[5] However, the development of improved imaging techniques like EEG, PET and fMRI, along with faster computers have led to an increasingly greater understanding of the mechanisms underlying sleep.
In areas with reduced activity, the brain restores its supply of adenosine triphosphate (ATP), the molecule used for short-term storage and transport of energy.
[12] According to the Hobson & McCarley activation-synthesis hypothesis, proposed in 1975–1977, the alternation between REM and non-REM can be explained in terms of cycling, reciprocally influential neurotransmitter systems.
At a symptomatic level, sleep is characterized by lack of reactivity to sensory inputs, low motor output, diminished conscious awareness and rapid reversibility to wakefulness.
The features defining sleep have been identified for the most part, and like mammals, this includes reduced reaction to sensory input, lack of motor response in the form of antennal immobility, etc.
[52] According to Mander et al., atrophy in the medial prefrontal cortex (mPFC) gray matter is a predictor of disruption in slow activity during NREM sleep that may impair memory consolidation in older adults.
[59][60] The use of imaging modalities like PET, fMRI and MEG, combined with EEG recordings, gives a clue to which brain regions participate in creating the characteristic wave signals and what their functions might be.
Functional paralysis from muscular atonia in REM may be necessary to protect organisms from self-damage through physically acting out scenes from the often-vivid dreams that occur during this stage.
In EEG recordings, REM sleep is characterized by high frequency, low amplitude activity and spontaneous occurrence of beta and gamma waves.

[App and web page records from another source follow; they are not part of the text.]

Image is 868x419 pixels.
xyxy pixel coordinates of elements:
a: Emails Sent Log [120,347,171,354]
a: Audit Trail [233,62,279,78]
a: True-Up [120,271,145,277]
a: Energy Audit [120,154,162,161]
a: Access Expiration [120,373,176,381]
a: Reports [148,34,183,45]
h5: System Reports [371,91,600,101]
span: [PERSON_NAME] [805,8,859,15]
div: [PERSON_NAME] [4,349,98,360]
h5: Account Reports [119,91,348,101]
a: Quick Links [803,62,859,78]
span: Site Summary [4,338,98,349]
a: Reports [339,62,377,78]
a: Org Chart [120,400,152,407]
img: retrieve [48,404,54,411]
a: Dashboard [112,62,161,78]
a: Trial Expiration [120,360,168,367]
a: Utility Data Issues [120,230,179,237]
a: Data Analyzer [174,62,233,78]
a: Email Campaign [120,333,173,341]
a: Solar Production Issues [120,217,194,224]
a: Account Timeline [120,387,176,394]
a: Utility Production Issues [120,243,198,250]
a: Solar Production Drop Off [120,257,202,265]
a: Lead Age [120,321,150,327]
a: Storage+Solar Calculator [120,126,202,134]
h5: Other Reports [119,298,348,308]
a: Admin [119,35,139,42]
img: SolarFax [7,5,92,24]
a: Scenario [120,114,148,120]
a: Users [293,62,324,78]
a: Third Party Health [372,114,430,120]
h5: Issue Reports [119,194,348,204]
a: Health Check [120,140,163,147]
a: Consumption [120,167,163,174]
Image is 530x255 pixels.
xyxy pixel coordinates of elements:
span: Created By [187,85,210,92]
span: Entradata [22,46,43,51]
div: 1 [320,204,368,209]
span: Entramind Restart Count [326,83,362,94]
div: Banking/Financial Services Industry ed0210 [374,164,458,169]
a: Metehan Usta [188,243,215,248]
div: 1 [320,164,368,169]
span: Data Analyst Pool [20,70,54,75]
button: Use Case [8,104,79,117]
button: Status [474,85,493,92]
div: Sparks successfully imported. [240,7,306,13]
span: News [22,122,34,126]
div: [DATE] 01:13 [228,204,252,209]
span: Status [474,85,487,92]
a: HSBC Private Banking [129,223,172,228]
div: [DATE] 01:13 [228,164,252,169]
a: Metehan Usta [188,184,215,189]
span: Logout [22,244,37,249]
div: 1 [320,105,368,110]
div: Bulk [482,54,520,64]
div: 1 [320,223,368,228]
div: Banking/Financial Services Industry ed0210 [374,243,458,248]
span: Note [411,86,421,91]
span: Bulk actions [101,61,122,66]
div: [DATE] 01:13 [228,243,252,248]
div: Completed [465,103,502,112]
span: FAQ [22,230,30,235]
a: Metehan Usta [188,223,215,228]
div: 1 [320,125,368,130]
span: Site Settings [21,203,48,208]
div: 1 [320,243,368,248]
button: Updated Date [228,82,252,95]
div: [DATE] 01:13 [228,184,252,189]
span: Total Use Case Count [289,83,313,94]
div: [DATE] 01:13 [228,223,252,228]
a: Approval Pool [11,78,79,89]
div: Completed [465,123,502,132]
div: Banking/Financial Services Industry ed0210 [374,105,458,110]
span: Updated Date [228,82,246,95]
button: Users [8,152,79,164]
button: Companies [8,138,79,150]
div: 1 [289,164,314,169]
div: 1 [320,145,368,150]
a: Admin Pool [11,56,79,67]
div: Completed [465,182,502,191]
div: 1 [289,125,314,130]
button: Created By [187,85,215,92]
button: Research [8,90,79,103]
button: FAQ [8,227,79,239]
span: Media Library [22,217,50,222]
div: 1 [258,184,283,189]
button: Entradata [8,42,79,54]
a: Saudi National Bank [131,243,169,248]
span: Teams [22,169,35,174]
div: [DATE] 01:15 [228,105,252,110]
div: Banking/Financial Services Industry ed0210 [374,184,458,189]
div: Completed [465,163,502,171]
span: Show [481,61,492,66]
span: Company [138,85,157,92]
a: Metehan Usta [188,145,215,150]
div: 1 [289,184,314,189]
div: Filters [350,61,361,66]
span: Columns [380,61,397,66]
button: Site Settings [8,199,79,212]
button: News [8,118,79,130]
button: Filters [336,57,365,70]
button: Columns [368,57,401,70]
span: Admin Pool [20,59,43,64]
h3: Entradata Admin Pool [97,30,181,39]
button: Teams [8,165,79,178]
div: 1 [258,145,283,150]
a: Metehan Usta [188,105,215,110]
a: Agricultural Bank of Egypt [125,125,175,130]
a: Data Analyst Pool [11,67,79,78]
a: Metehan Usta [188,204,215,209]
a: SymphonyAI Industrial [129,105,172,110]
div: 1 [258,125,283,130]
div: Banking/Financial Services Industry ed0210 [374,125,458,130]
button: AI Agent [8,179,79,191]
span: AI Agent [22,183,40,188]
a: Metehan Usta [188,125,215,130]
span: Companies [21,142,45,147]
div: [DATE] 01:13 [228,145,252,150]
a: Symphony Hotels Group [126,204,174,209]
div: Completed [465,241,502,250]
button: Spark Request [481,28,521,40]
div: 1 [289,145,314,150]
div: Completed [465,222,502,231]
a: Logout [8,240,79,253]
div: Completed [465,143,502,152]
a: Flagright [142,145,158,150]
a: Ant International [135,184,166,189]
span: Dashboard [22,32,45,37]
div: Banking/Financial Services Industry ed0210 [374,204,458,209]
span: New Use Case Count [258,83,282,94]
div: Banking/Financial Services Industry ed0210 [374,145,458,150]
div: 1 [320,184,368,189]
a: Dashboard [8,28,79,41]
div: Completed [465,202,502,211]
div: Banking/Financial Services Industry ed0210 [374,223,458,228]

PGO waves have been recorded in the lateral geniculate nucleus and occipital cortex during the pre-REM period and are thought to represent dream content.
The greater signal-to-noise ratio in the LG cortical channel suggests that visual imagery in dreams may appear before full development of REM sleep, but this has not yet been confirmed.
In this relation, some studies have shown that after a sequential motor task, the pre-motor and visual cortex areas involved are most active during REM sleep, but not during NREM.
Further research has shown that the hypothalamic region called ventrolateral preoptic nucleus produces the inhibitory neurotransmitter GABA that inhibits the arousal system during sleep onset.
The thalamus also plays a critical role in sleep onset when it changes from tonic to phasic mode, thus acting like a mirror for both central and decentral elements and linking distant parts of the cortex to co-ordinate their activity.
[110][111] With the development of EEG, it was found that the brain has almost continuous internal activity during sleep, leading to the idea that the function could be that of reorganization or specification of neuronal circuits or strengthening of connections.
The short term consequences include increased stress responsivity and psychosocial issues such as impaired cognitive or academic performance and depression.
Experiments indicated that, in healthy children and adults, episodes of fragmented sleep or insomnia increased sympathetic activation, which can disrupt mood and cognition.
The long term consequences include metabolic issues such as glucose homeostasis disruption and even tumor formation and increased risks of cancer.
Therefore, circadian regulation is more than sufficient to explain periods of activity and quiescence that are adaptive to an organism, but the more peculiar specializations of sleep probably serve different and unknown functions.
[117][118] Such mechanisms, which remain under preliminary research as of 2017, indicate potential ways in which sleep is a regulated maintenance period for brain immune functions and clearance of beta-amyloid, a risk factor for Alzheimer's disease.
For example, cortisol, which is essential for metabolism (it is so important that animals can die within a week of its deficiency) and affects the ability to withstand noxious stimuli, is increased by waking and during REM sleep.
[139][140] This assumption is based on the active system consolidation hypothesis, which states that repeated reactivations of newly encoded information in hippocampus during slow oscillations in NREM sleep mediate the stabilization and gradually integration of declarative memory with pre-existing knowledge networks on the cortical level.
In doing so, the resource demands can be lessened, since the upkeep and strengthening of synaptic connections constitutes a large portion of energy consumption by the brain and tax other cellular mechanisms such as protein synthesis for new channels.
[126][150] Without a mechanism like this taking place during sleep, the metabolic needs of the brain would increase over repeated exposure to daily synaptic strengthening, up to a point where the strains become excessive or untenable.
[151] Sleep deprivation is common and sometimes even necessary in modern societies because of occupational and domestic reasons like round-the-clock service, security or media coverage, cross-time-zone projects etc.
[163][54][164][56][165][167] Furthermore, RBD has been also highlighted as a strong precursor of future development of those neurodegenerative diseases over several years in prior, which seems to be a great opportunity for improving treatments.
[168] As well as in PD population, insomnia and hypersomnia are frequently recognized in AD patients, which are associated with accumulation of Beta-amyloid, circadian rhythm sleep disorders (CRSD) and melatonin alteration.
[168] The poorly sleep onset in AD has been also associated with dream-related hallucination, increased restlessness, wandering and agitation, that seem to be related with sundowning - a typical chronobiological phenomenon presented in the disease.
[56][167][168] Therefore, a deeper understanding of the relationship between sleep disorders and neurodegenerative diseases seems to be extremely important, mainly considering the limited research related to it and the increasing expectancy of life.
From an evolutionary standpoint, dreams might simulate and rehearse threatening events, that were common in the organism's ancestral environment, hence increasing a person's ability to tackle everyday problems and challenges in the present.